OffMarket Deck

Real estate investment calculator

A practical first pass for investors triaging off-market and wholesale deals: flip and wholesale resale math in one tab, buy-and-hold cash flow in another. Nothing here replaces field visits, comps, title, or tax advice—use it to sort opportunities faster, then verify every number you rely on.

First pass only. This is a quick screen—not final underwriting. Verify all numbers with your own diligence.
  • Add a purchase price to estimate profit and spreads.
  • Add an ARV to estimate resale-based outputs.

Inputs

$
$
$

Listings often omit this—add your own scope.

%

Default 2% — title, fees, and your buying-side assumptions.

%

Default 8% — commissions, transfer, and selling-side items.

$

Optional: carry, interest, utilities—your estimate.

%

Often 70%: (ARV × rule) − repairs. Editable for your market.

Results

Gross spread (ARV − purchase)

Before project costs, selling costs, and profit.

Buying costs (amount)
Selling costs (amount)
Total project cost

Purchase + buying costs + repairs + holding/finance (flat).

Net sale proceeds

ARV minus selling costs.

Estimated net profit

Net sale proceeds minus total project cost. Not your tax or legal bottom line.

Profit margin (on ARV)
ROI (on project cost)
Max offer (rule line)

(ARV × rule%) − repair costs. A conversation ceiling, not a bid.

Discount to ARV

1 − (purchase ÷ ARV). How far below ARV the ask sits.
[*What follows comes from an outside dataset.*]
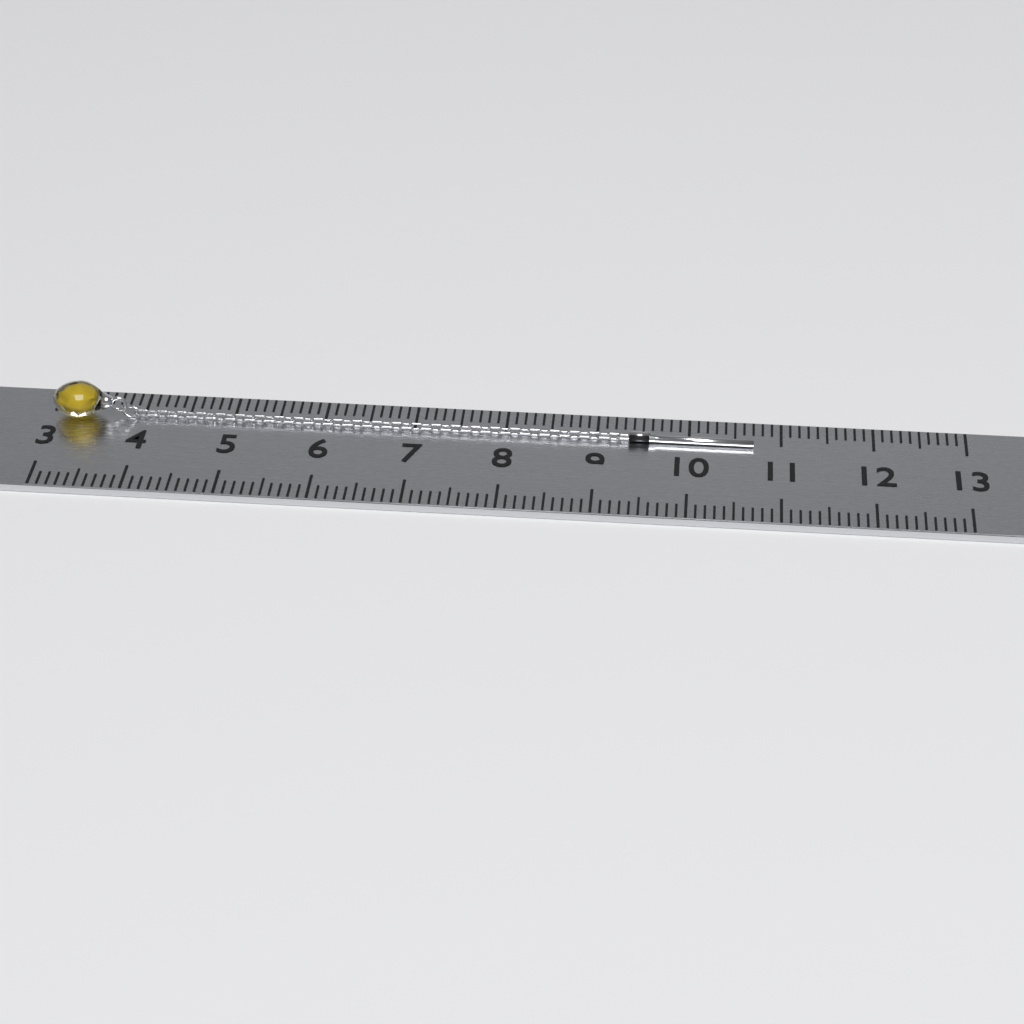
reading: 10.7 (no unit)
Independent verification of fees, title, and debt is on you.

By using this calculator you agree it is educational. Confirm taxes, liens, fees, and exit pricing independently.

How the math works

Flip / wholesale. Buying costs are applied as a percent of purchase (defaults are editable). Selling costs are a percent of ARV. Total project cost adds purchase, buying load, your repair number, and any flat carry you enter. Net sale proceeds start from ARV and back out selling costs. Estimated net profit is net sale proceeds minus total project cost. Margin and ROI are shown so you can separate “headline” from “on my dollar.”

Rental. Cash in is purchase plus upfront repairs. NOI subtracts operating reserves you enter (taxes, insurance, maintenance, vacancy, management) from annual gross rent—still before debt. Gross yield and cap rate use the same cash-in denominator so you are not mixing bases. After-debt cash flow only appears if you add a payment; we do not guess your loan.

Key concepts (short)

  • ARV — the realistic resale value after your scope, not the list price. For a longer treatment, read what ARV is in real estate.
  • Gross spread — ARV minus purchase. It is not profit; it is the rough gap before you pay to buy, fix, hold, and sell.
  • Estimated net profit — the model’s read after those costs, still pre-tax and pre-your time.
  • Cap rate (here) — NOI divided by your cash-in (purchase + repairs). It is a simple static screen, not a broker’s pro forma for a specific closing.
  • 70% rule line — (ARV × rule percent) minus repairs, used as a quick ceiling. When to use 65% vs 70% vs 75% is market- and deal-dependent; see the 70% rule guide.

Where to go next on OffMarket Deck

FAQ

What is the difference between gross spread and estimated net profit?

Gross spread is ARV minus purchase — a quick read of how much ‘air’ exists before project and selling costs. Estimated net profit subtracts buying costs, repairs, holding, and selling costs from the resale path. It is still a model, not a closing statement.

Is the 70% rule line a real offer?

No. It is a screening ceiling: (ARV × your rule %) minus repairs. Real offers depend on title, scope, exit, and what the market will actually pay at sale.

Can I use the rental tab for full underwriting?

It is a cash-in / NOI / cap-rate style first pass. You still need to model debt correctly, reserves, capex, tax treatment, and exit—this tool does not do that for you.

Why is debt optional on the flip screen?

Flip economics are often modeled with a flat carry number or private terms. Forcing a fake interest rate would mislead you. Enter a monthly or one-time carry in holding & finance if that matches your deal.

Is this a substitute for a title company, attorney, or CPA?

No. OffMarket Deck surfaces inventory; this calculator is educational. Verify every line item with licensed professionals for your market.